Cleaners in Nakawa Division will be staging their mass prayer gathering for Kisaka on Tuesday during the day, and 7Hills bosses estimate that not less than 700 will converge. Some have to be out cleaning and sweeping the streets as others represent them for the prayers. “Dorothy Kisaka taught us to be patriotic and to always take our KCCA work seriously, which is why we can’t totally abandon the cleaning work even when we are hurting over what she is going through,” explained another 7Hills boss in a bid to clarify why they have to balance work and praying for the former ED.
The Kawempe Division cleaners, under 7Hills, will be peacefully converging this Monday to pray for the same Dorothy Kisaka, and the venue will be Makerere Yellow Primary School, according to their leader Faruk Buliime. The prayers, at which some Kampala pastors will lead the intercession, are beginning at 9 a.m.

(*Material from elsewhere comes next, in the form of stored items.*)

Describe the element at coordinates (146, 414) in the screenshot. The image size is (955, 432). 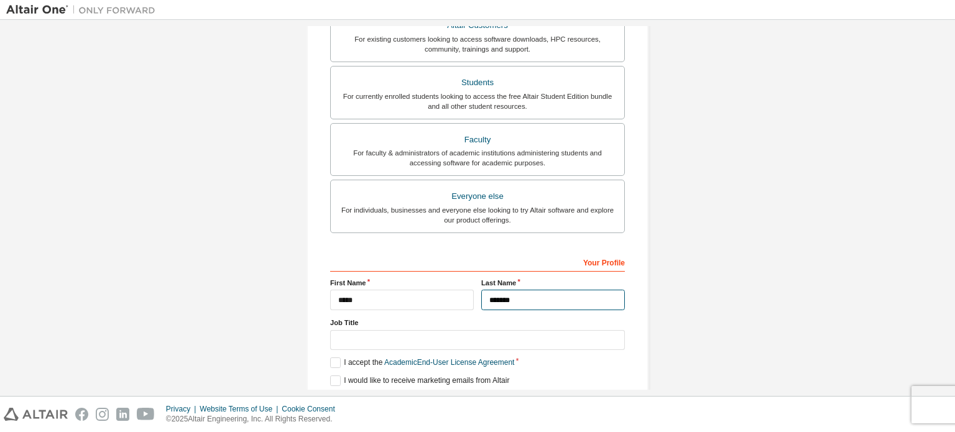
I see `img: youtube.svg` at that location.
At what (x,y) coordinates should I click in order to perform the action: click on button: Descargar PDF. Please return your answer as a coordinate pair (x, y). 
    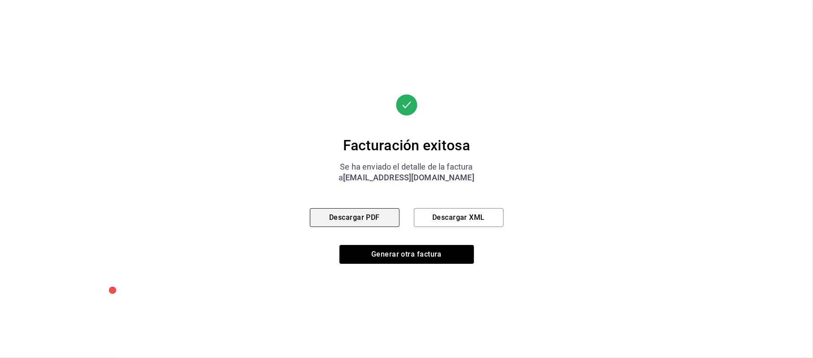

Similarly, cleaners from Makindye Division are also fasting and praying in the hope that God will surely intervene and Kisaka’s woes come to an end sooner than later. Their view is that even when one or two things may have gone wrong, Kisaka always acted in good faith and as such deserves to be forgiven by both the President and her God.
KABEGA GETS IN
In a related development, convinced that several other things might be inquired into and thereby making things even more complicated, former Deputy ED Eng David Ssali Luyimbazi has hired much-sought-after Kampala defense lawyer Mac Dusman Kabega to lead his defense team.
Already Kabega, renowned for winning much more complicated criminal cases for his past clients, has twice been to Luzira to speak with Luyimbazi as he prepares on how to go about the whole thing. And his view, as a lawyer, is that this isn’t a case about which his client has to be that worried about.